ECB bond-buying scheme faces new lawsuit in Germany

FRANKFURT, Germany (AFP) – A group of German businessmen and academics are taking the European Central Bank to court over its controversial bond-buying programme, their lawyer said on Tuesday.

A complaint against the ECB’s corporate sector purchase programme was filed at Germany’s highest court, the Constitutional Court, on May 12, a court spokesman told AFP.

The business leaders argued that the central bank was “going beyond its mandate” in purchasing corporate bonds as part of its programme of so-called quantitative easing, or QE, and “needs to be urgently legally ring-fenced.”

In the face of the failure so far by a raft of ECB policy measures in recent years to drive up inflation in the single currency area, the central bank announced in March that it would extend its sovereign bond-buying programme to include corporate sector bonds.

But in doing so, the ECB has “definitely given up its mask of monetary policy,” its lawyer Markus Kerber told AFP.

“Through the massive purchase of corporate bonds, countries with high debt level and deficits in competitiveness such as Italy, Spain and France are supposed to improve the financing conditions of public companies.

“The criteria of the selection of those companies remain uncertain. The ECB has opened a new phase of a direct transfer policy bringing unforeseeable risks for Germany and the other hard currency countries of the eurozone,” Kerber argued.

The complaint therefore asked the Constitutional Court to block the programme in Germany.

The ECB’s policy measures so far — cuts in interest rates, ultra-cheap lending schemes for banks and most recently the QE programme — have failed to kick-start inflation in the euro area, which the central bank estimates needs to stand at just under 2.0 percent to encourage healthy economic growth.

In April, the bloc’s inflation was negative, standing at minus 0.2 percent.

“There is total despair in the ECB leadership that none of the measures implemented so far are working,” Kerber said.

It is not the first time that the ECB has been taken to court in Germany over its monetary policies.

A group of eurosceptics filed a suit against another debt purchase programme known as Outright Monetary Transactions (OMT) that was set up in 2012, but has ultimately never been used.

The constitutional court referred that particular case to the European Court of Justice, which subsequently ruled that the programme was in line with the ECB’s mandate.

But the constitutional court in Karlsruhe has yet to issue its own definitive ruling on the OMT scheme.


** Instructions to follow **
Establish how many lines below contain the string "Subir". Respond with that number alone.

┌──

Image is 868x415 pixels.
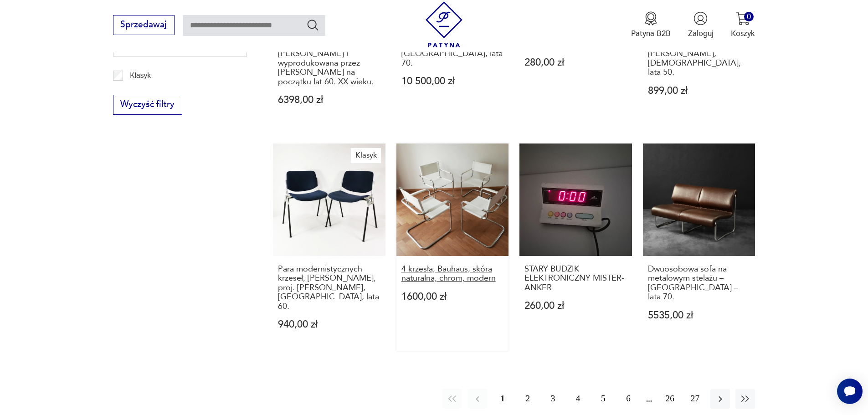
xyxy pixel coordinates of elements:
p: Koszyk [730,28,755,39]
button: 27 [685,389,705,409]
img: Patyna - sklep z meblami i dekoracjami vintage [421,1,467,48]
p: 260,00 zł [524,301,627,311]
p: 940,00 zł [278,320,380,329]
p: Zaloguj [688,28,714,39]
button: 4 [568,389,588,409]
a: 4 krzesła, Bauhaus, skóra naturalna, chrom, modern4 krzesła, Bauhaus, skóra naturalna, chrom, mod... [396,144,509,351]
button: Sprzedawaj [113,15,175,35]
p: 5535,00 zł [648,311,750,320]
p: 280,00 zł [524,58,627,67]
p: Klasyk [130,70,151,81]
button: Wyczyść filtry [113,95,182,115]
p: 1600,00 zł [401,292,504,302]
a: Sprzedawaj [113,22,175,29]
h3: Dwuosobowa sofa na metalowym stelażu – [GEOGRAPHIC_DATA] – lata 70. [648,265,750,302]
img: Ikona koszyka [736,11,750,25]
button: 26 [660,389,680,409]
div: 0 [744,12,754,22]
button: 6 [618,389,638,409]
h3: Para modernistycznych krzeseł, [PERSON_NAME], proj. [PERSON_NAME], [GEOGRAPHIC_DATA], lata 60. [278,265,380,311]
button: 0Koszyk [730,11,755,39]
p: Patyna B2B [631,28,671,39]
button: 2 [518,389,538,409]
p: 10 500,00 zł [401,77,504,86]
img: Ikona medalu [643,11,657,25]
a: STARY BUDZIK ELEKTRONICZNY MISTER-ANKERSTARY BUDZIK ELEKTRONICZNY MISTER-ANKER260,00 zł [519,144,632,351]
button: 5 [593,389,613,409]
p: 6398,00 zł [278,95,380,105]
p: 899,00 zł [648,86,750,95]
img: Ikonka użytkownika [693,11,707,25]
a: Dwuosobowa sofa na metalowym stelażu – Niemcy – lata 70.Dwuosobowa sofa na metalowym stelażu – [G... [643,144,755,351]
button: Patyna B2B [631,11,671,39]
h3: Komplet czterech krzeseł, proj. Giotto Stoppino, [GEOGRAPHIC_DATA], lata 70. [401,30,504,68]
a: KlasykPara modernistycznych krzeseł, Anonima Castelli, proj. G. Piretti, Włochy, lata 60.Para mod... [273,144,385,351]
iframe: Smartsupp widget button [837,379,862,404]
h3: szatnia STRING / wieszaki vintage, retro, [PERSON_NAME], [DEMOGRAPHIC_DATA], lata 50. [648,30,750,77]
h3: 4 krzesła, Bauhaus, skóra naturalna, chrom, modern [401,265,504,284]
button: 1 [493,389,512,409]
h3: STARY BUDZIK ELEKTRONICZNY MISTER-ANKER [524,265,627,293]
button: Szukaj [306,18,319,32]
h3: Para krzeseł Cesca zaprojektowana przez [PERSON_NAME] i wyprodukowana przez [PERSON_NAME] na pocz... [278,30,380,86]
button: Zaloguj [688,11,714,39]
button: 3 [543,389,563,409]
a: Ikona medaluPatyna B2B [631,11,671,39]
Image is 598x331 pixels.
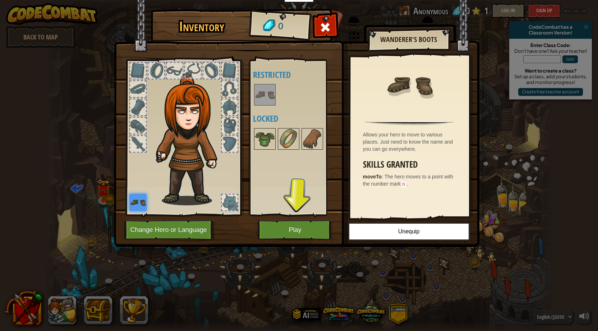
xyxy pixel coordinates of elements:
[386,62,433,109] img: portrait.png
[255,129,275,149] img: portrait.png
[253,70,338,79] h4: Restricted
[363,174,453,187] span: The hero moves to a point with the number mark .
[255,85,275,105] img: portrait.png
[382,174,384,180] span: :
[363,160,460,170] h3: Skills Granted
[258,220,333,240] button: Play
[363,131,460,153] div: Allows your hero to move to various places. Just need to know the name and you can go everywhere.
[277,20,284,33] span: 0
[153,73,230,206] img: hair_f2.png
[401,181,406,188] code: n
[129,194,147,211] img: portrait.png
[278,129,299,149] img: portrait.png
[124,220,215,240] button: Change Hero or Language
[302,129,322,149] img: portrait.png
[365,121,453,125] img: hr.png
[375,36,442,43] h2: Wanderer's Boots
[253,114,338,123] h4: Locked
[156,19,248,34] h1: Inventory
[348,223,470,241] button: Unequip
[363,174,382,180] strong: moveTo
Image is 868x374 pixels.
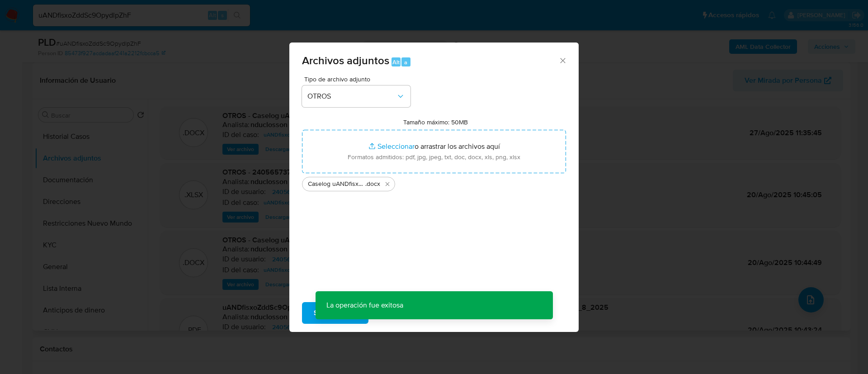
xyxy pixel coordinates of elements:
[365,179,380,188] span: .docx
[404,58,407,67] span: a
[307,179,365,188] span: Caselog uANDfisxoZddSc9OpydlpZhF V2
[384,303,413,322] span: Cancelar
[393,58,400,67] span: Alt
[558,56,567,64] button: Cerrar
[302,173,566,191] ul: Archivos seleccionados
[403,118,468,126] label: Tamaño máximo: 50MB
[302,52,389,68] span: Archivos adjuntos
[315,291,414,319] p: La operación fue exitosa
[304,76,413,83] span: Tipo de archivo adjunto
[382,179,393,189] button: Eliminar Caselog uANDfisxoZddSc9OpydlpZhF V2.docx
[307,92,396,100] span: OTROS
[302,302,369,323] button: Subir archivo
[302,85,410,107] button: OTROS
[314,303,356,322] span: Subir archivo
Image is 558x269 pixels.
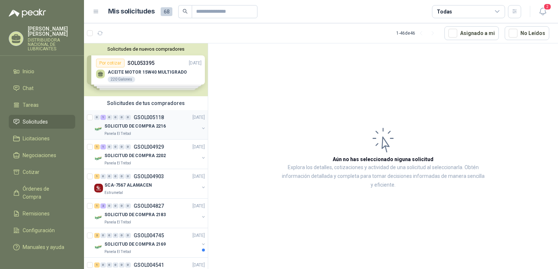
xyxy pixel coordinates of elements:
span: Configuración [23,227,55,235]
span: 68 [161,7,172,16]
p: SOLICITUD DE COMPRA 2202 [104,153,166,160]
img: Company Logo [94,214,103,222]
p: Panela El Trébol [104,219,131,225]
a: 0 1 0 0 0 0 GSOL005118[DATE] Company LogoSOLICITUD DE COMPRA 2216Panela El Trébol [94,113,206,137]
div: 0 [125,174,131,179]
div: 1 [100,115,106,120]
p: GSOL004541 [134,263,164,268]
div: 0 [113,263,118,268]
a: Negociaciones [9,149,75,162]
p: DISTRIBUIDORA NACIONAL DE LUBRICANTES [28,38,75,51]
div: 1 [94,174,100,179]
span: Manuales y ayuda [23,243,64,251]
div: Solicitudes de tus compradores [84,96,208,110]
p: GSOL005118 [134,115,164,120]
p: GSOL004745 [134,233,164,238]
div: 0 [100,233,106,238]
div: 0 [107,204,112,209]
div: 2 [100,204,106,209]
span: Cotizar [23,168,39,176]
a: 2 0 0 0 0 0 GSOL004745[DATE] Company LogoSOLICITUD DE COMPRA 2169Panela El Trébol [94,231,206,255]
a: Configuración [9,224,75,238]
a: Inicio [9,65,75,78]
span: Chat [23,84,34,92]
h1: Mis solicitudes [108,6,155,17]
p: SOLICITUD DE COMPRA 2169 [104,241,166,248]
div: 0 [100,263,106,268]
div: 0 [107,145,112,150]
a: Tareas [9,98,75,112]
div: 2 [94,233,100,238]
button: No Leídos [504,26,549,40]
p: [DATE] [192,262,205,269]
div: 0 [125,115,131,120]
span: Licitaciones [23,135,50,143]
div: Solicitudes de nuevos compradoresPor cotizarSOL053395[DATE] ACEITE MOTOR 15W40 MULTIGRADO220 Galo... [84,43,208,96]
div: 0 [119,233,124,238]
span: Solicitudes [23,118,48,126]
div: 0 [113,204,118,209]
div: 0 [94,115,100,120]
p: SOLICITUD DE COMPRA 2183 [104,212,166,219]
h3: Aún no has seleccionado niguna solicitud [333,155,433,164]
div: 1 [94,263,100,268]
a: Cotizar [9,165,75,179]
p: Estrumetal [104,190,123,196]
a: Solicitudes [9,115,75,129]
span: Inicio [23,68,34,76]
p: Panela El Trébol [104,131,131,137]
div: 0 [113,233,118,238]
img: Company Logo [94,125,103,134]
div: 1 [94,204,100,209]
img: Company Logo [94,154,103,163]
span: 2 [543,3,551,10]
div: 0 [125,145,131,150]
p: Explora los detalles, cotizaciones y actividad de una solicitud al seleccionarla. Obtén informaci... [281,164,485,190]
span: Tareas [23,101,39,109]
p: [DATE] [192,144,205,151]
div: 0 [107,115,112,120]
div: 0 [125,263,131,268]
p: GSOL004827 [134,204,164,209]
p: [DATE] [192,233,205,239]
div: 1 [100,145,106,150]
p: GSOL004929 [134,145,164,150]
a: Licitaciones [9,132,75,146]
p: [DATE] [192,173,205,180]
button: Asignado a mi [444,26,499,40]
p: Panela El Trébol [104,160,131,166]
p: [PERSON_NAME] [PERSON_NAME] [28,26,75,37]
div: 0 [113,115,118,120]
div: 0 [119,115,124,120]
a: 1 1 0 0 0 0 GSOL004929[DATE] Company LogoSOLICITUD DE COMPRA 2202Panela El Trébol [94,143,206,166]
a: Remisiones [9,207,75,221]
div: 0 [100,174,106,179]
div: 0 [119,145,124,150]
span: Órdenes de Compra [23,185,68,201]
button: Solicitudes de nuevos compradores [87,46,205,52]
p: SCA-7567 ALAMACEN [104,182,152,189]
div: 0 [125,204,131,209]
a: Órdenes de Compra [9,182,75,204]
p: Panela El Trébol [104,249,131,255]
img: Company Logo [94,184,103,193]
div: 1 - 46 de 46 [396,27,438,39]
p: [DATE] [192,203,205,210]
div: 0 [107,263,112,268]
a: Manuales y ayuda [9,241,75,254]
a: Chat [9,81,75,95]
span: search [183,9,188,14]
img: Company Logo [94,243,103,252]
div: 1 [94,145,100,150]
button: 2 [536,5,549,18]
img: Logo peakr [9,9,46,18]
div: 0 [119,174,124,179]
div: 0 [107,174,112,179]
a: 1 2 0 0 0 0 GSOL004827[DATE] Company LogoSOLICITUD DE COMPRA 2183Panela El Trébol [94,202,206,225]
p: GSOL004903 [134,174,164,179]
div: 0 [113,145,118,150]
div: 0 [113,174,118,179]
span: Negociaciones [23,151,56,160]
div: 0 [119,204,124,209]
span: Remisiones [23,210,50,218]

└──

** Solution for this task **
2